Encouragement for Your Writing
In the world of editing, we know that language is everything. It is a never-ending sea of knowledge, experience, and life. We live by how we speak. Our society depends upon written documents and spoken agreements. As an author, presenter, entrepreneur, lawmaker, or storyteller, we live by how we write. If we are a student, we remember by taking notes. Many of us hone our thinking by writing. So, writing is essential to everyone, whether directly or indirectly—though not everyone takes up the difficult but glorious enterprise.
As a French professor for fifteen years, I was keenly aware of the four language skills as I provided opportunities for students to practice their listening, comprehension, reading, and writing skills, all in French, on a regular basis. With a fair balance of these skills, the cumulative result was comfort with their French communication in general. Reading feeds writing, just as listening feeds speaking: language is learned by children via mimicry. So, what feeds your writing communication skills? Indeed, many of us would say this is the key: reading.
Do you listen to reply—or do you listen to hear? This question can be applied to writing. Do you write to have something to say—or do you write to communicate?
Dr. Donald Murray says that there are three stages to writing: pre-writing, writing, and rewriting. Pre-writing is 85 percent of the process. Writing comes in at 1 percent, and rewriting at 14 percent. If pre-writing is 85 percent of the process, what does it entail? As a PhD, I learned through trial and error—and fire—that my best academic writing came after I spent weeks, nay, months or years, digesting research on the topic. Indeed, we may all concur that in today’s buzz world of “fake news,” research and reading should be prioritized before anyone gets on the keyboard.
I walk into a cafe and have two conversation with two different people. One, a business owner, says it takes him ten hours to write one letter because he hems and haws over the words. He is an excellent speaker, but writing is very much a chore in comparison. The other says he has all these ideas but when he goes to write them it’s 1) not linear and 2) gets all complicated.
Writing is a recording; storytelling and writing are how we pass things along. Writing is essential to our communities, history, and sharing forward. What would you say to encourage these individuals to share their ideas? Perhaps the advice for them is the advice you’d give to yourself. Don’t let those ideas get lost. Don’t keep a lid on your own perspective. Get it down, and then craft it—or find someone who can help edit it. Hear the seer within: If we listen to hear, then we may discover our true selves as well.
One key to removing the obstacle—O writing? No, no, I can’t!—is to carve out time to write. The fact that writing is time-consuming is not the only problem. Perhaps the first step is to do your own reading on your topic, see what’s not been said, realize what you have to offer. Talk with people, tell your story. Or maybe you already know you have something valuable to share? So, get the imperfect down on paper—or in a Word doc. You can always forward the paint you threw onto the canvas to a copy editor who listens carefully. Or hone your sloppy draft, work at it, put on your objective outsider cap, and do the rewriting (14 percent) yourself. The writing (1 percent) may be the hardest bit for some, but acknowledging it will be a mess for most any writer is a bit reassuring. But the good news is if you have the pre-writing, which is 85 percent of the work, and if you love what you are doing, and we hope you do, then the pre-writing is easy because it is taking in what you love. In some cases, it is living, surviving, thriving. And that last bit, the 14 percent to polish, that’s the part that can be handed over to a wordsmith.
In 2020, I hope to see all of us spending more time reading, taking in, taking in, and then sharing— not obsessing over the 1 percent, but doing it the best we can. To me, that seems like the most important part of having goals, visions, dreams, creativity. Writing is work. But it is a vehicle. Writing is a craft that improves with practice, copy edits, and actual sharing. By focusing on concision in our writing, we get a better sense of our purpose; we are forced to reevaluate the contents and sequencing of our thoughts. We carve out the essential, like a sculptor extracts the human shape from marble. And when we need an objective eye—to be sure we said what we think we said—there are copy editors who can make that content you wrote shine. If you were guaranteed the successful outcomes you were looking for, wouldn’t you start writing right away?
So if you need a good copy editor—especially for nonfiction, business, or academic writing—I am open for business. Please know that these are also excellent sources for finding copy editors at Editorial Freelancers Association (EFA) and ACES: The Society for Editing.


§ WHAT IS EXPECTED
Go line by line through the listing below and copy those that hold "VISIONET".

§ DATA
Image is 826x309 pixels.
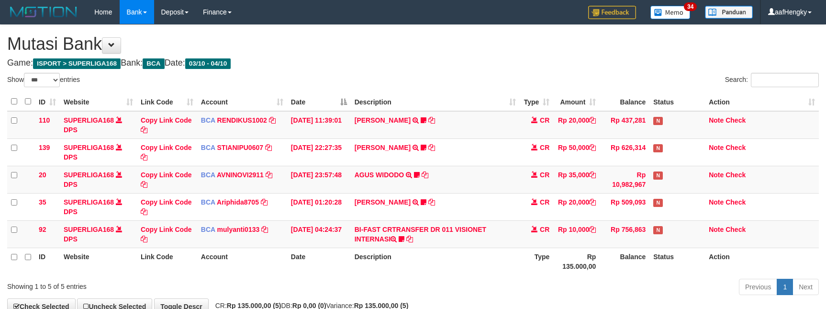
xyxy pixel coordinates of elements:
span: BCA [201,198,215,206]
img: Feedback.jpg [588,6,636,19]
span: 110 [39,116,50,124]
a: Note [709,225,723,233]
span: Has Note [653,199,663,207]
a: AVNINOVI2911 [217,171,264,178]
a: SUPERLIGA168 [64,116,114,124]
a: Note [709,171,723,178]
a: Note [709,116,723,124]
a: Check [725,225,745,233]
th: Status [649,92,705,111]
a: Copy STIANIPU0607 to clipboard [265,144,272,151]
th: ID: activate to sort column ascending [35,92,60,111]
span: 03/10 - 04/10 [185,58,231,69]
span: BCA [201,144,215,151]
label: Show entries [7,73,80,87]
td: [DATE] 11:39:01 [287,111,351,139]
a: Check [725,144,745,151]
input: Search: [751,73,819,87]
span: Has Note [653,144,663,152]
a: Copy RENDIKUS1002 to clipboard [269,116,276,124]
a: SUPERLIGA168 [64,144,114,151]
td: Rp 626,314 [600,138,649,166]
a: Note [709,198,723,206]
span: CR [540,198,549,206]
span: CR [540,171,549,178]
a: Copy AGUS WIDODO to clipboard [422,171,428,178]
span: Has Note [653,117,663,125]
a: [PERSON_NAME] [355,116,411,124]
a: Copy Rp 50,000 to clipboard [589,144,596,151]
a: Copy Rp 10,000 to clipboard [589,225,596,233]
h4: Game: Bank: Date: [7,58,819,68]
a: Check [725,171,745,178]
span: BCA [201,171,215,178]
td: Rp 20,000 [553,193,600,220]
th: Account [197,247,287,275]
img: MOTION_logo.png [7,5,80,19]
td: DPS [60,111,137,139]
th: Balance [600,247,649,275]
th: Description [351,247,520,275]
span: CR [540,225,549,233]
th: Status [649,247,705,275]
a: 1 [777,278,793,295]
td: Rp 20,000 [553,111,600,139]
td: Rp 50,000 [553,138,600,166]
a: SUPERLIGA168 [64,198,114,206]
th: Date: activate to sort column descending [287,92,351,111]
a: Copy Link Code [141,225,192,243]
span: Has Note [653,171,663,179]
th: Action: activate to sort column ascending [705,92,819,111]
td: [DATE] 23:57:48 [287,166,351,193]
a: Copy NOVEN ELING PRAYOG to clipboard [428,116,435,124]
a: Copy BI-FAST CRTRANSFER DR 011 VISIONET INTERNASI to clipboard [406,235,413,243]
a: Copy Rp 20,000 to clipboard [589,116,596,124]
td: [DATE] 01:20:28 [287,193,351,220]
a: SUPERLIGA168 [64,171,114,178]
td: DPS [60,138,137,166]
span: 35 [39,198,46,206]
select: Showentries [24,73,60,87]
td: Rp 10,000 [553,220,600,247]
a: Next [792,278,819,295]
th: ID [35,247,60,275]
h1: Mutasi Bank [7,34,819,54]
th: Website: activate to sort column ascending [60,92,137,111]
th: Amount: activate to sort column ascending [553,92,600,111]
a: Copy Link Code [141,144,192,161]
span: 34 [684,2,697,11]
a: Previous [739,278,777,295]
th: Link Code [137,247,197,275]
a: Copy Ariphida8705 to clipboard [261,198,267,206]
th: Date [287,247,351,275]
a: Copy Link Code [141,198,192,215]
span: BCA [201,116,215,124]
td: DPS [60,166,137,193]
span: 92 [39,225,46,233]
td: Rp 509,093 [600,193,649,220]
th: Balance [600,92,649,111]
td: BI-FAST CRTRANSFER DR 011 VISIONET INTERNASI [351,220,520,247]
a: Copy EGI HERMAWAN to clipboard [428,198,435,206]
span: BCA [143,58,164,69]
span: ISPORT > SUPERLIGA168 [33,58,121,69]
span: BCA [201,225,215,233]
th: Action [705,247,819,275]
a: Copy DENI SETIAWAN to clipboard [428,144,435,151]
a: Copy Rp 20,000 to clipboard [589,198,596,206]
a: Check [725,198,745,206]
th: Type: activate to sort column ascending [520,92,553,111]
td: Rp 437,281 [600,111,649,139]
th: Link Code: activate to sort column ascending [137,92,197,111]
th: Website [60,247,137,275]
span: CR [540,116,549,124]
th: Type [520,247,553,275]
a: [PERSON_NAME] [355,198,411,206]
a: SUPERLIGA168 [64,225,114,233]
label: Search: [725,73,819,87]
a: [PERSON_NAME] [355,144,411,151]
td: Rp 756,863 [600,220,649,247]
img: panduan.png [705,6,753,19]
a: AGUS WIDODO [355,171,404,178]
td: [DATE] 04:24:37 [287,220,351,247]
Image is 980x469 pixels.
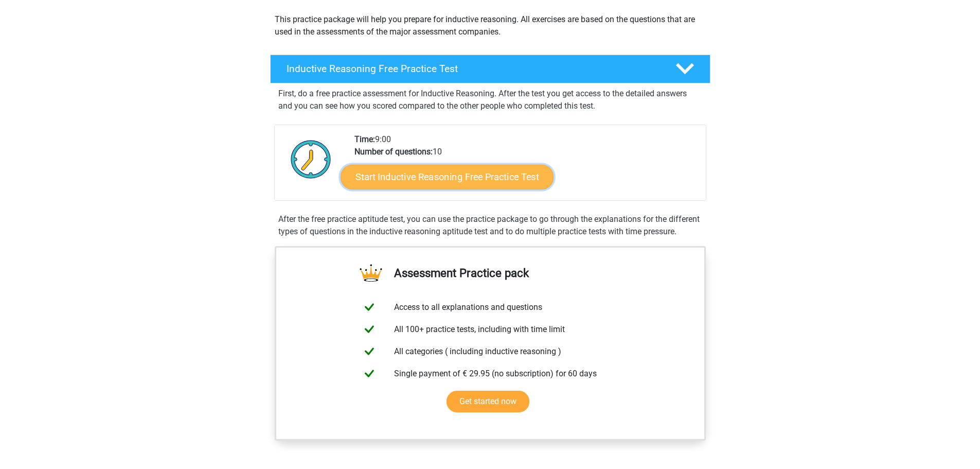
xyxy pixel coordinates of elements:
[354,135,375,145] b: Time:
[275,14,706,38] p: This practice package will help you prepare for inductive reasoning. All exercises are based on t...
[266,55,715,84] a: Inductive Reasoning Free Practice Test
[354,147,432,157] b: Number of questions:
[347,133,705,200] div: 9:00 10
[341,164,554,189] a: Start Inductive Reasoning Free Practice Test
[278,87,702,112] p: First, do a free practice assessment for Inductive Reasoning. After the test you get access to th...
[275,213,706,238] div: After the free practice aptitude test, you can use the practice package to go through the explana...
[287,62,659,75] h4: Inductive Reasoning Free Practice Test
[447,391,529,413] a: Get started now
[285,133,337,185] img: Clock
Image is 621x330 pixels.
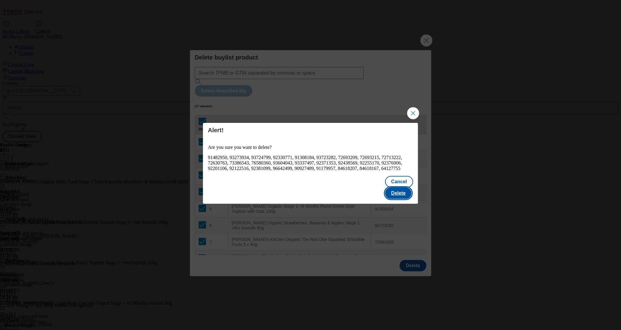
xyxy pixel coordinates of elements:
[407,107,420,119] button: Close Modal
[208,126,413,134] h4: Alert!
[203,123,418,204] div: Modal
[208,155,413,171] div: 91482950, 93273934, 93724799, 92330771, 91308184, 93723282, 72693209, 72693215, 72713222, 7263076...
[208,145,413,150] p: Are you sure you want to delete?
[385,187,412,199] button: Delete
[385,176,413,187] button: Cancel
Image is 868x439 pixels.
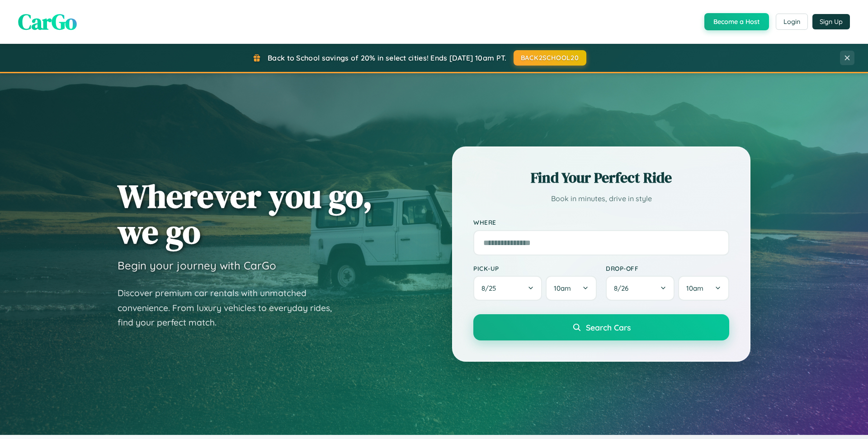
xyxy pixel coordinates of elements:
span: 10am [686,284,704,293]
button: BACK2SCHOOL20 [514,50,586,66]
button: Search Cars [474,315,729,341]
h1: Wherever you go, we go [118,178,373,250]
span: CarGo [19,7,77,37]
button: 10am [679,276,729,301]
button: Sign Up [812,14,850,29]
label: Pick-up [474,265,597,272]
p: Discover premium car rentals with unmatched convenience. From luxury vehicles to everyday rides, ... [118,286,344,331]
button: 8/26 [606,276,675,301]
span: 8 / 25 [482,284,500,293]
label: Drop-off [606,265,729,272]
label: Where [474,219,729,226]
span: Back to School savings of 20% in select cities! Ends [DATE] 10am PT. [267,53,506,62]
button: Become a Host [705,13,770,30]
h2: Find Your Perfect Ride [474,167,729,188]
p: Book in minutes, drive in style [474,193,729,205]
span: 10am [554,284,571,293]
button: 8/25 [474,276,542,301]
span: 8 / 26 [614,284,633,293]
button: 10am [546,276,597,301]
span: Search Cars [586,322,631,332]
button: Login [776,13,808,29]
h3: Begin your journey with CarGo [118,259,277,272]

==

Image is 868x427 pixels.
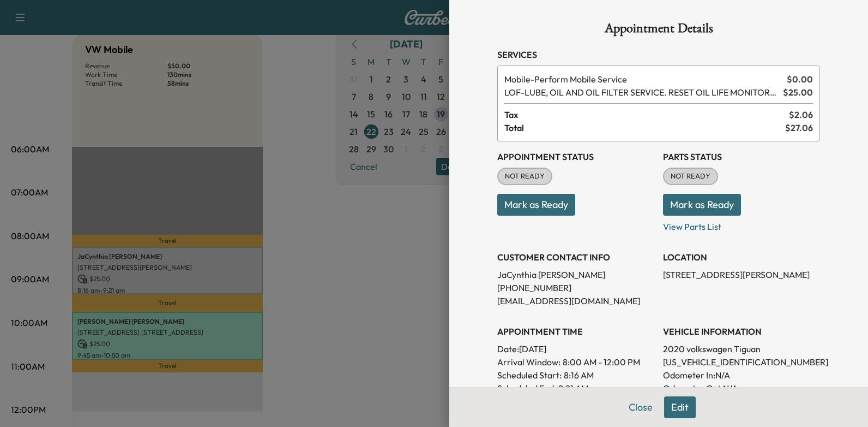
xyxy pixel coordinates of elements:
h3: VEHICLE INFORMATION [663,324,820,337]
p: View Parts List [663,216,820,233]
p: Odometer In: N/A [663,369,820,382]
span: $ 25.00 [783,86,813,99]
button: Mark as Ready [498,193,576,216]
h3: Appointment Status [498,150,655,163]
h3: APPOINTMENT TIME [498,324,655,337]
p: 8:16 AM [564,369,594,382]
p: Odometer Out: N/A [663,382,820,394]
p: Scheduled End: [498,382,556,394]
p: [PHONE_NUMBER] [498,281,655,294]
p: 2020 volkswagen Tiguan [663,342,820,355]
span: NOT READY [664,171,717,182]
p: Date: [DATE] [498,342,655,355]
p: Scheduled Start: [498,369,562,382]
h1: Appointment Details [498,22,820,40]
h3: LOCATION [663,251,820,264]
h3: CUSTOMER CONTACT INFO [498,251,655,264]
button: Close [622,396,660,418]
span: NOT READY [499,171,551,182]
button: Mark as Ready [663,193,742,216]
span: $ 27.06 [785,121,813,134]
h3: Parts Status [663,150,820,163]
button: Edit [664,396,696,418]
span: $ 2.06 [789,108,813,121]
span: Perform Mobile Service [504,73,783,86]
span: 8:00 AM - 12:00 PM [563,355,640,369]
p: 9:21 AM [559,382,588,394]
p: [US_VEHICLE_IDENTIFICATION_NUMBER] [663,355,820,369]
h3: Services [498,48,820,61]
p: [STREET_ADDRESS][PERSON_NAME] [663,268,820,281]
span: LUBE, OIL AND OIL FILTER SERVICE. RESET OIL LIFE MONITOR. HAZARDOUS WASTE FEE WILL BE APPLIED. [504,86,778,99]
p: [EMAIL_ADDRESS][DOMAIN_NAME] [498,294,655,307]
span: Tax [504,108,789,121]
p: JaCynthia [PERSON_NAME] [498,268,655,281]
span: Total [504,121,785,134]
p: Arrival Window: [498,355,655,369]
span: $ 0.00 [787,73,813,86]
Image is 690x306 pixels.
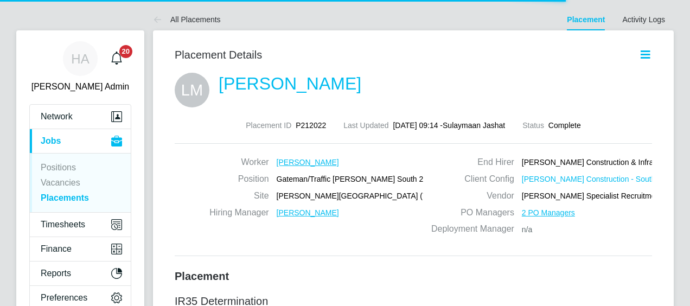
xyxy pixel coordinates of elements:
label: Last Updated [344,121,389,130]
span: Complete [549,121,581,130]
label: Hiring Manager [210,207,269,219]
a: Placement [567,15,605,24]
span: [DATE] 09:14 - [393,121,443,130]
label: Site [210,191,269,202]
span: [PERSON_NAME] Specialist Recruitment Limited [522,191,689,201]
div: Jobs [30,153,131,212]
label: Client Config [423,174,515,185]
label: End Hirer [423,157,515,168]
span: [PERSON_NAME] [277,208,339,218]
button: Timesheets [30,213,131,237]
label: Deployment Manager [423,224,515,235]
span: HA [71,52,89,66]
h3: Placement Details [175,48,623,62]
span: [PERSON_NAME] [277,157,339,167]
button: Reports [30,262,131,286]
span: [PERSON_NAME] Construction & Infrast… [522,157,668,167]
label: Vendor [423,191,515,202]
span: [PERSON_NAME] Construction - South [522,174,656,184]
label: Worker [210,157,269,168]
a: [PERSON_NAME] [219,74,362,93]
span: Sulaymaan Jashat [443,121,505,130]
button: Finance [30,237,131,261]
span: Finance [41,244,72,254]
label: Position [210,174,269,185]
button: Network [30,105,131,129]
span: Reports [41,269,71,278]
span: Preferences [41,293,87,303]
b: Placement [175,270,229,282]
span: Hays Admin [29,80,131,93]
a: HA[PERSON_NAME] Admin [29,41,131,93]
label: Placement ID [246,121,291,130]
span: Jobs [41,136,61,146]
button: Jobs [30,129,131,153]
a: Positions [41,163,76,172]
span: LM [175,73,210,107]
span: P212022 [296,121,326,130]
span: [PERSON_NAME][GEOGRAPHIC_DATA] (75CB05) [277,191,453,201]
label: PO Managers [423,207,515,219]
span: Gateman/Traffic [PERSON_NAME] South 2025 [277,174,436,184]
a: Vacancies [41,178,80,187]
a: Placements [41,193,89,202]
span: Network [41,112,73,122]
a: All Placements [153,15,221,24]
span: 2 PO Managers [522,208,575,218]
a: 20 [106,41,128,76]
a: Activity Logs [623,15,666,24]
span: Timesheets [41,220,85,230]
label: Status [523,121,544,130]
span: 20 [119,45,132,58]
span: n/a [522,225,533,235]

§ RESULT OF THE TASK
a: Copy BI-FAST CRTRANSFER DR 011 VISIONET INTERNASI to clipboard [406,235,413,243]
td: BI-FAST CRTRANSFER DR 011 VISIONET INTERNASI [351,220,520,247]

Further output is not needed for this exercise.